The English naturalist Mark Catesby (1683-1749) wrote to his sponsor the botanist, William Sherard, about the extreme weather conditions in South Carolina in December 1722. An unseasonably warm winter followed on from a flood and hurricane in September, “the greatest … that has been known since the Country was settled,” when animals and people drowned, “Deer were found frequently lodged on high trees,” and the wind was so violent that it tore up trees by their roots. This was one of two violent hurricanes Catesby experienced during his stay in South Carolina. The second was in August 1724, when “a hurry can … drove some Sloops, Boats and Canoes ashore [and] uncovered some houses.”

Leaf of American lotus, Lotus nelumbo. Plant specimen, 1722-25. Oxford University Herbaria, Sher-1090-10. University of Oxford, Department of Plant Sciences.

Catesby made his three-year expedition to the British colony on behalf of a group of twelve scientists and collectors in London to observe and collect rarities “for the uses and purposes of the Royal Society.” When he arrived in South Carolina in May 1722, he was delighted to find that the country was “inferior to none in fertility” and “possessed not only with all the Animals and vegetables of Virginia but abounding with even a greater variety.”

During his stay in the colony Catesby travelled hundreds of miles by foot, canoe and on horseback, exploring the Tidewater and following the rivers up to their sources in the foothills of the Appalachian mountains. He collected several thousand plants, hundreds of animal specimens, a number of fossils and some ethnographic objects. He preserved the plant and animal specimens and sent them back in consignments for his sponsors’ collections, together with live trees and shrubs packed in barrels for their gardens.

At the same time, he made watercolours, creating vivid images of many species which were previously unknown to European collectors. In a break with traditional modes of natural history illustration he showed many plants and animals in conjunction with one another: “where it could be admitted, I have adapted the Birds to those Plants on which they fed, or have any relation to.”

Mark Catesby, “The Bahama Finch” and “The Broad-leav’d Guaiacum”, 1722-25. Watercolour and bodycolour heightened with gum over pen and ink. Royal Collection Trust/© Her Majesty Queen Elizabeth II 2021 (RCIN 924856).

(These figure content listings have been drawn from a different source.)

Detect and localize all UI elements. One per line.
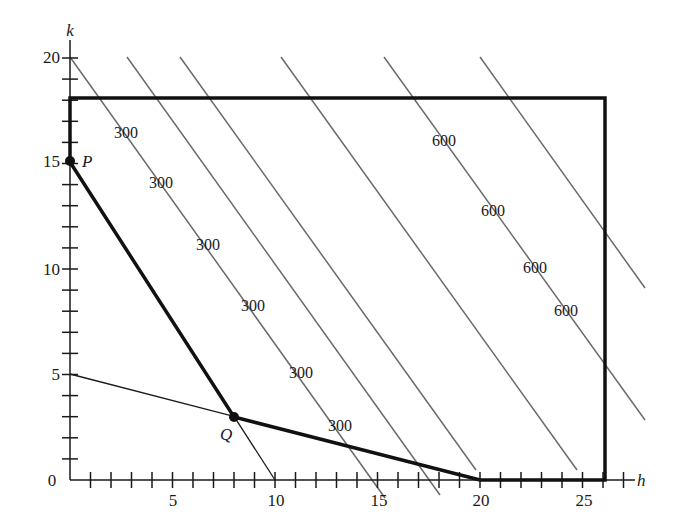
x-axis-label: h (637, 471, 646, 490)
y-tick-label-10: 10 (43, 260, 60, 279)
x-tick-label-10: 10 (268, 491, 285, 510)
linear-programming-chart: 0 5 10 15 20 25 5 10 15 20 k h P Q 300 3… (0, 0, 681, 531)
x-tick-label-20: 20 (473, 491, 490, 510)
x-tick-label-0: 0 (48, 471, 57, 490)
annotation-600: 600 (554, 302, 578, 319)
y-axis-label: k (66, 21, 74, 40)
annotation-300: 300 (289, 364, 313, 381)
axes (70, 40, 635, 480)
y-tick-label-20: 20 (43, 48, 60, 67)
objective-line-6 (480, 57, 645, 288)
objective-line-3 (180, 57, 476, 470)
y-tick-label-15: 15 (43, 152, 60, 171)
x-tick-label-25: 25 (576, 491, 593, 510)
annotation-300: 300 (328, 417, 352, 434)
objective-lines (70, 57, 645, 498)
point-p-marker (65, 156, 75, 166)
point-q-marker (229, 412, 239, 422)
annotation-300: 300 (196, 236, 220, 253)
annotation-600: 600 (432, 132, 456, 149)
constraint-lines (70, 162, 480, 480)
y-tick-label-5: 5 (52, 365, 61, 384)
annotation-300: 300 (241, 297, 265, 314)
annotation-600: 600 (523, 259, 547, 276)
point-p-label: P (81, 152, 92, 171)
annotation-600: 600 (481, 202, 505, 219)
annotation-300: 300 (114, 124, 138, 141)
x-tick-label-15: 15 (371, 491, 388, 510)
x-tick-label-5: 5 (169, 491, 178, 510)
point-q-label: Q (220, 425, 232, 444)
annotation-300: 300 (149, 174, 173, 191)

Aside from extreme weather, Catesby’s visit to South Carolina and the Caribbean was marked by other dramatic incidents. One of these was an encounter with a rattlesnake while he was staying with Colonel Joseph Blake at his Newington plantation on the upper Ashley River. Catesby recorded that “a Negro woman making my Bed a few minutes after I was out of it cryed out a Rattle Snake. We being drinking Tea in ye other room which was a ground flore, and being surprised with ye performance of the wenches bawling, went to see the cause, and found that … the wench had laid a Rattle Snake actually between the sheets in ye very place I lay, vigorus and full of ire biting at every thing that approach’t him. Probably It crept in for warmth in the night, but how long I had the company of [this] charming bedfellow I am not able to say.” The incident is notable not only because of the near escape but for being the only “voice” of an enslaved African Catesby recorded either in his book or his letters to his sponsors.

Mark Catesby, “The Rattle Snake”. Watercolor and bodycolor over pen and brush and ink, 1726-37. Royal Collection Trust/© Her Majesty Queen Elizabeth II 2021 (RCIN 925987).

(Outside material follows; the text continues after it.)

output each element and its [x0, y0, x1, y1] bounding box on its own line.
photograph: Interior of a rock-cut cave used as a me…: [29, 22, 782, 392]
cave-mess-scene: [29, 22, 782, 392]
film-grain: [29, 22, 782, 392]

Blake was one of a number of plantation owners who hosted Catesby during his collecting expeditions in South Carolina’s Low Country. The cultivation of rice and other cash crops on plantations depended throughout on the labour and service of enslaved peoples, both African and Native American. Charleston was one of the largest ports in the world for enslaved Africans in this period, with large numbers of captives being traded to South Carolina from Senegambia, present-day Ghana and other coastal regions of west Africa. Ships arrived packed with between 200 and 600 men, women and children after a journey of up to three months which proved fatal to many because of overcrowding and conditions on board.

Catesby drew on the local and specialist knowledge of both enslaved Africans and Native Americans during his exploration of different regions of South Carolina. He made friends with the Native Americans, acknowledging with gratitude their help as guides in the uninhabited parts of the country and in carrying his equipment, and their “First Care to erect a bark hut, at the approach of rain to keep me and my Cargo from wet.” He learned both from them and from enslaved Africans about the uses of plants and animals for food, medicine, clothing, ceremonies and utensils, incorporating these different sources of information into his book.

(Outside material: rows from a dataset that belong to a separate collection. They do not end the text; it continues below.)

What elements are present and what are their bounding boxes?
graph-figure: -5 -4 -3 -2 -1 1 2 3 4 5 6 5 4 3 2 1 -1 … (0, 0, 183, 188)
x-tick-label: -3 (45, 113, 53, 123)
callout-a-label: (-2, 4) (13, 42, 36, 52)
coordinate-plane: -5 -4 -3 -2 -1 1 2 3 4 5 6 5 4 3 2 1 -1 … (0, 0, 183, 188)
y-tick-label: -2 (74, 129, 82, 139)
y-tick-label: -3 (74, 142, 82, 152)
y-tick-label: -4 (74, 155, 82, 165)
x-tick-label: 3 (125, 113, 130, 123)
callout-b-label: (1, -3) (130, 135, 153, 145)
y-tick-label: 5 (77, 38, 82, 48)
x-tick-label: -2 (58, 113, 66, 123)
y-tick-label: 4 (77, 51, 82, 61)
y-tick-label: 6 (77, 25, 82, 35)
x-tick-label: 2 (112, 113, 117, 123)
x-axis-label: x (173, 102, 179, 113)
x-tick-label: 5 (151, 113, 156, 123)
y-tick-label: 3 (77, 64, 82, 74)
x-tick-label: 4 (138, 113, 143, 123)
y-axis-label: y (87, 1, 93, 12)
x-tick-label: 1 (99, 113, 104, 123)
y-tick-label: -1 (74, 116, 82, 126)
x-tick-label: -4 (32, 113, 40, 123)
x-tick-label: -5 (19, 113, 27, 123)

He often watched his local guides consume and disgorge a decoction of the “Cassena” plant or yaupon (Ilex vomitoria) as a diet-drink, while he himself, along with other “English inhabitants,” drank a diluted version as tea with milk and sugar.

He observed that tubers of the tannia plant (Xanthosoma sagittifolium) were eaten by “the Negroes and esteemed a Blessing; they being delighted with all their African food, particularly this, which a great Part of Africa subsists on.” A root known to the locals as “Eminence” was prized for its use “by a famous Negro Dr who … [has] done great good with [its] juice boyled or infusion … It is an excellent stomacick and highly cryed up for its virtues.”

For all the lessons learned from local and indigenous sources of knowledge, Catesby had several dramatic encounters with unfamiliar plants and animals. On one occasion in the Bahama Islands he suffered temporary blindness from the poison of a manchineel tree: “I was not sufficiently satisfied of [the virulent and dangerous properties of these Trees], till, assisting in the cutting down a Tree of this kind on Andros Island, I paid for my incredulity: some of the milky poisonous juice spurting in my eyes, I was two days totally deprived of sight, and my eyes and face much swelled, and I felt a violent pricking pain the first 24 hours (which from that time, abated gradually with the swelling, and went off without any application or remedy; none in that uninhabited island to be had).”

Mark Catesby, “Mancaneel tree”. Watercolor and bodycolor, heightened with gum over graphite, 1725-26. Royal Collection Trust/© Her Majesty Queen Elizabeth II 2021 (RCIN 926058).

Despite such hazards Catesby was fearless in his urge to collect, examine and sample the unknown. At the end of his Natural History of Carolina, Florida and the Bahama Islands he speaks of the many years he spent collecting plants and animals “from the living subjects themselves, and in their native abodes” and of “the strong inclination I had to these kinds of subjects, joined to the love of truth, that were my constant attendants and influencers.” For him, curiosity, passion, gratification and fulfillment were inseparably connected to observing, studying and describing the natural world and to capturing that world in images.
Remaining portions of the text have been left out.